🤖 AI Summary
This study addresses the low efficiency of initial lung nodule screening in lung cancer CT scans and the heavy burden of manual annotation by proposing an open-source, end-to-end multi-stage AI pipeline. For the first time, this system integrates pulmonary segmentation, high-sensitivity nodule detection, and malignancy classification into a unified workflow. Built upon open-source models trained on multiple public datasets, the pipeline achieves high sensitivity while substantially reducing false positives and the number of candidate nodules.
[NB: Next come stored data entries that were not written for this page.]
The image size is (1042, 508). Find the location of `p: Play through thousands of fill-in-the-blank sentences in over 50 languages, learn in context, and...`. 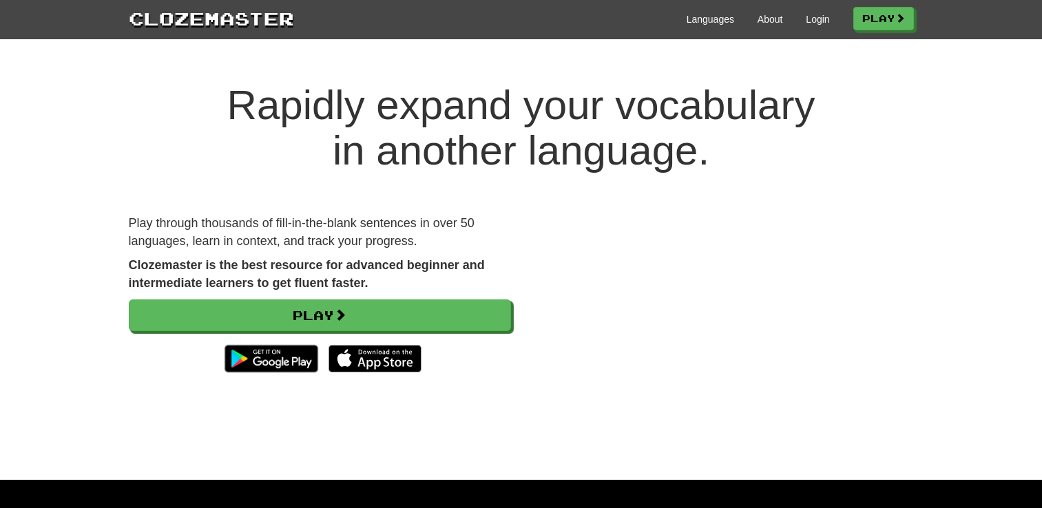

p: Play through thousands of fill-in-the-blank sentences in over 50 languages, learn in context, and... is located at coordinates (320, 232).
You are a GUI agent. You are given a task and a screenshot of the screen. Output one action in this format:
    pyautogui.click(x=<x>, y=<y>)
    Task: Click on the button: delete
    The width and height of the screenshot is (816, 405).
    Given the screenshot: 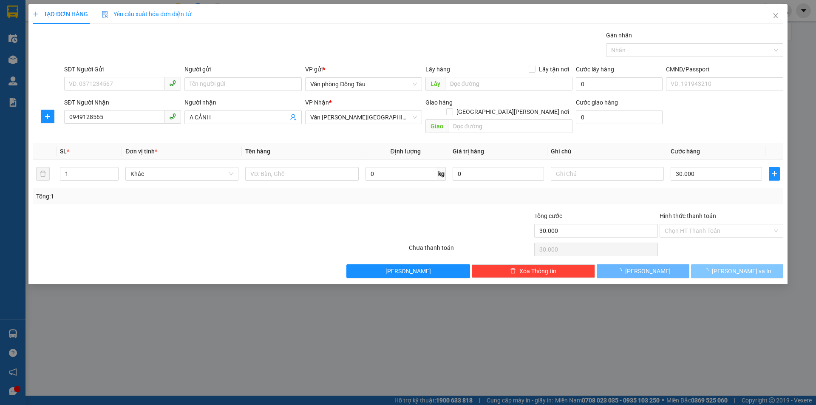 What is the action you would take?
    pyautogui.click(x=43, y=174)
    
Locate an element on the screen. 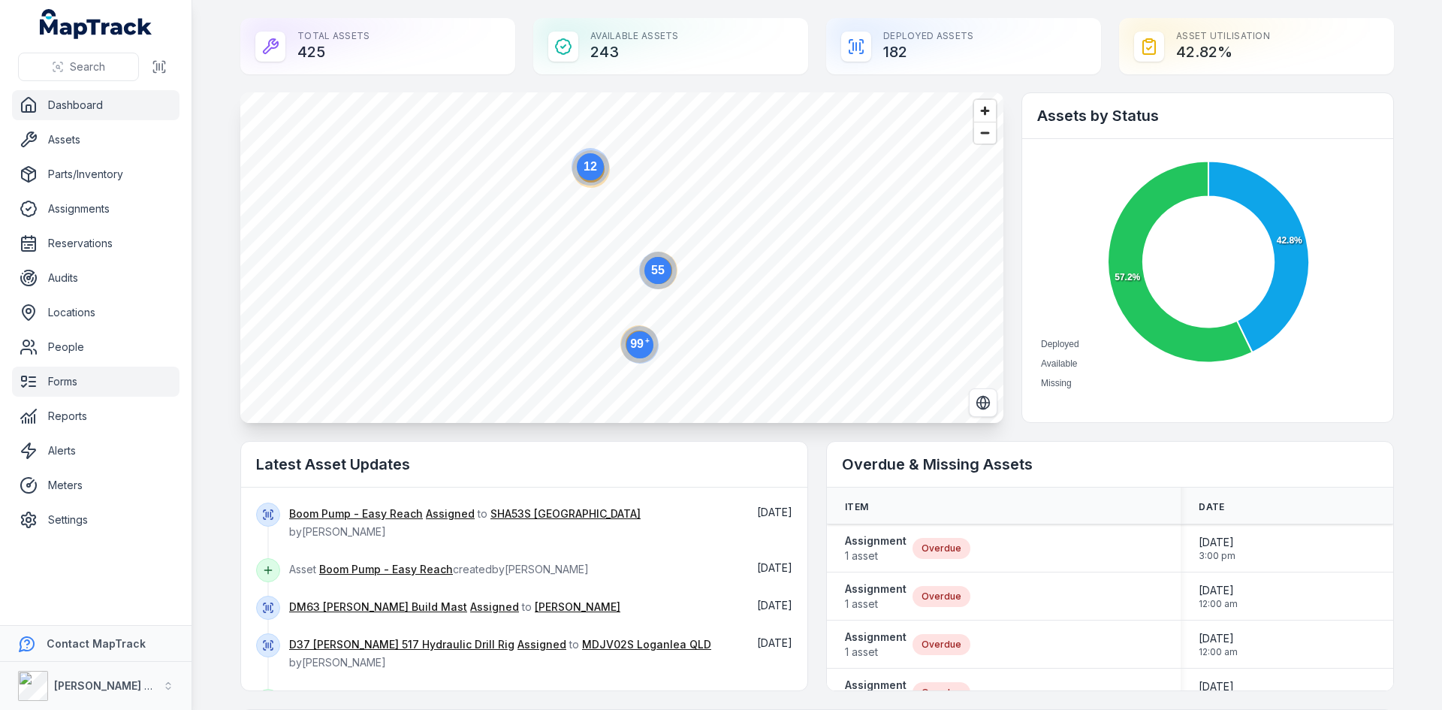 The width and height of the screenshot is (1442, 710). text: 55 is located at coordinates (658, 270).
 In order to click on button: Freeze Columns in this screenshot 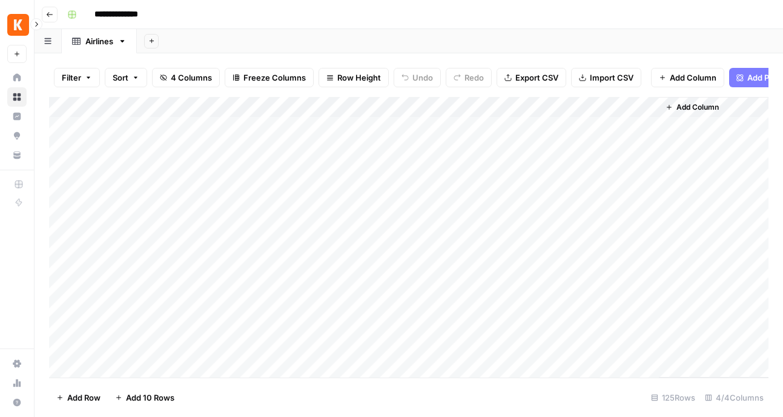, I will do `click(269, 78)`.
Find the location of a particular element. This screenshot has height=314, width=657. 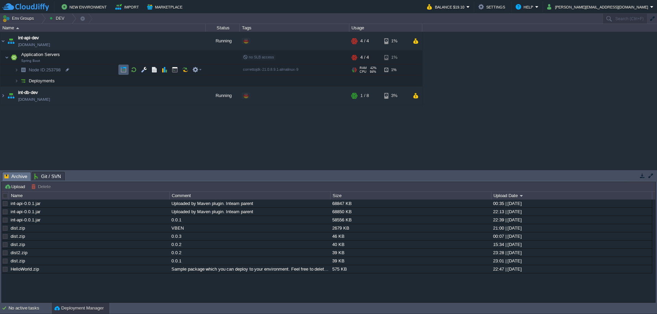

div: Size is located at coordinates (411, 196).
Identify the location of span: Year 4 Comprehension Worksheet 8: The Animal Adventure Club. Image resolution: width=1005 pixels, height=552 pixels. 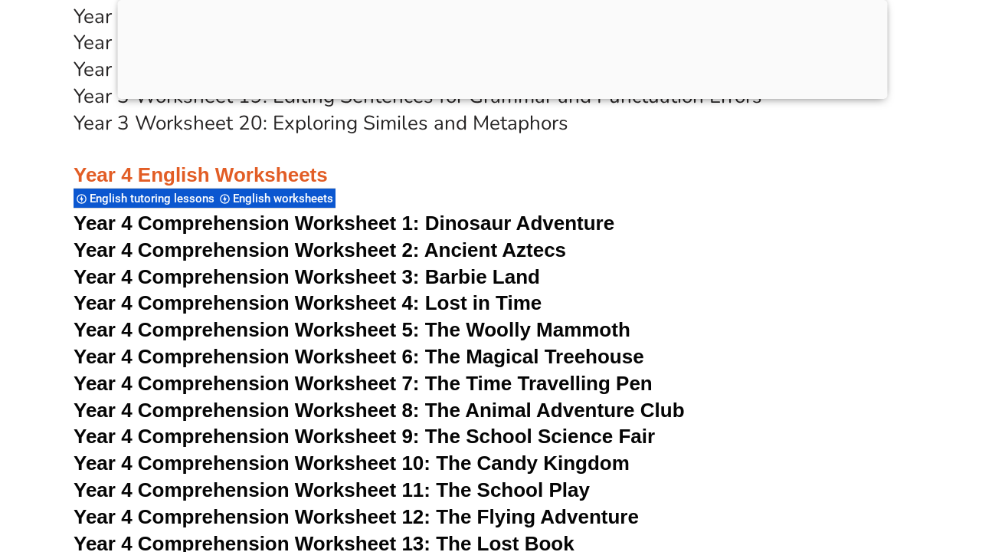
(379, 410).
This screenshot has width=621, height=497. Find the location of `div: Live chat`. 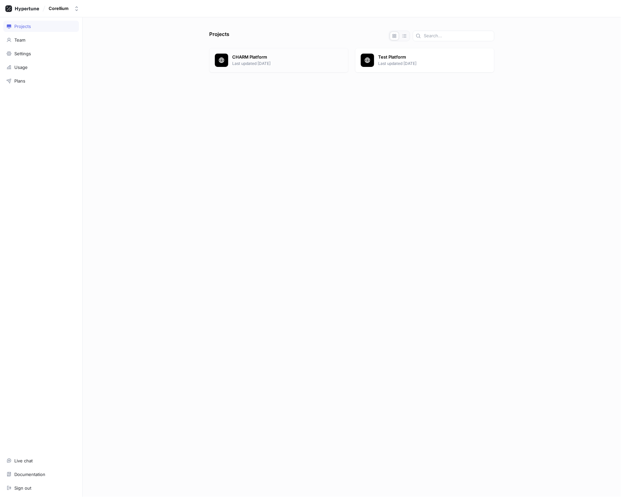

div: Live chat is located at coordinates (23, 461).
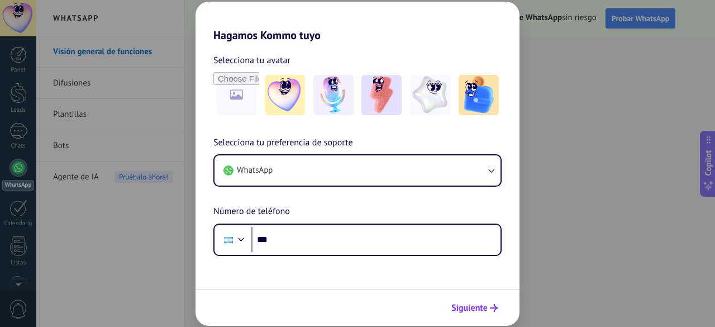 This screenshot has width=715, height=327. I want to click on img: -1.jpeg, so click(285, 95).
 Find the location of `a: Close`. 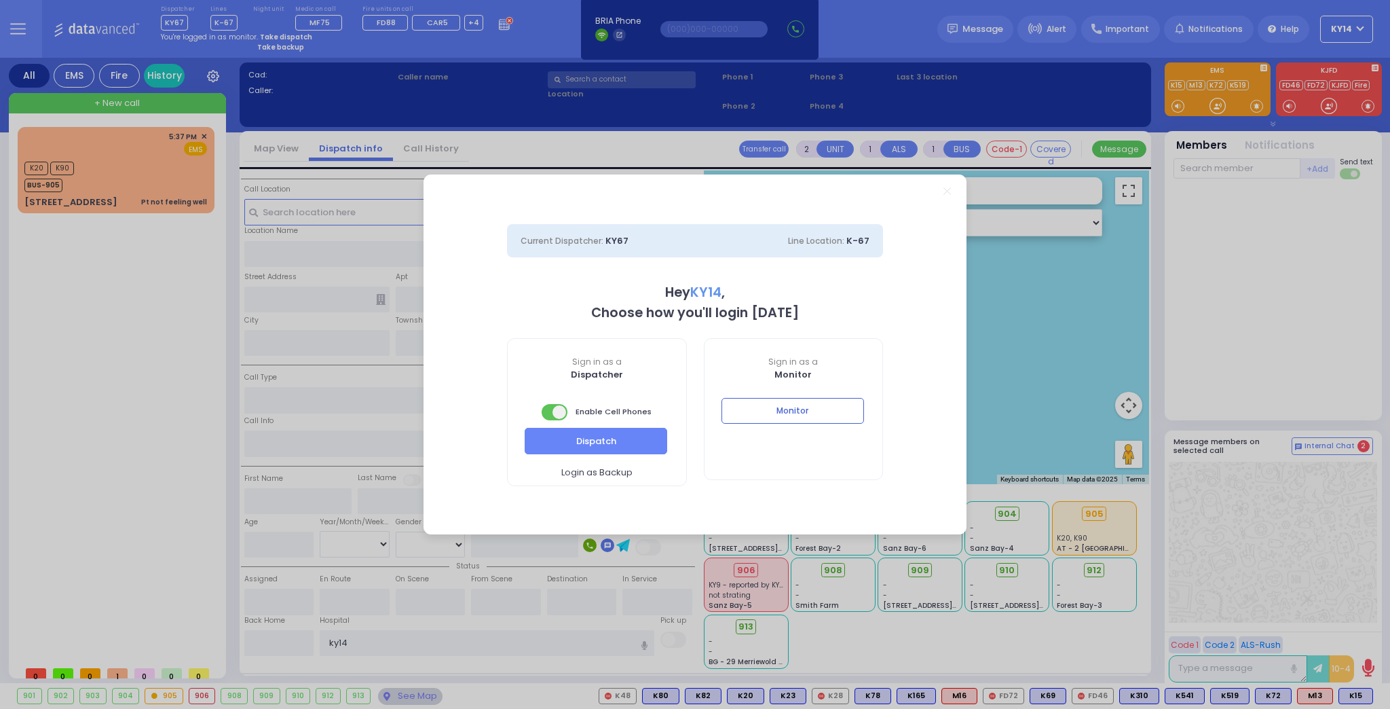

Experimental results across multiple internal and external datasets demonstrate that its performance approaches that of expert radiologists and exhibits strong cross-institutional generalizability, making it well-suited for efficient preclinical triage in lung cancer screening scenarios.
📝 Abstract
Using multiple open-access models trained on public datasets, we developed Tri-Reader, a comprehensive, freely available pipeline that integrates lung segmentation, nodule detection, and malignancy classification into a unified tri-stage workflow. The pipeline is designed to prioritize sensitivity while reducing the candidate burden for annotators. To ensure accuracy and generalizability across diverse practices, we evaluated Tri-Reader on multiple internal and external datasets as compared with expert annotations and dataset-provided reference standards.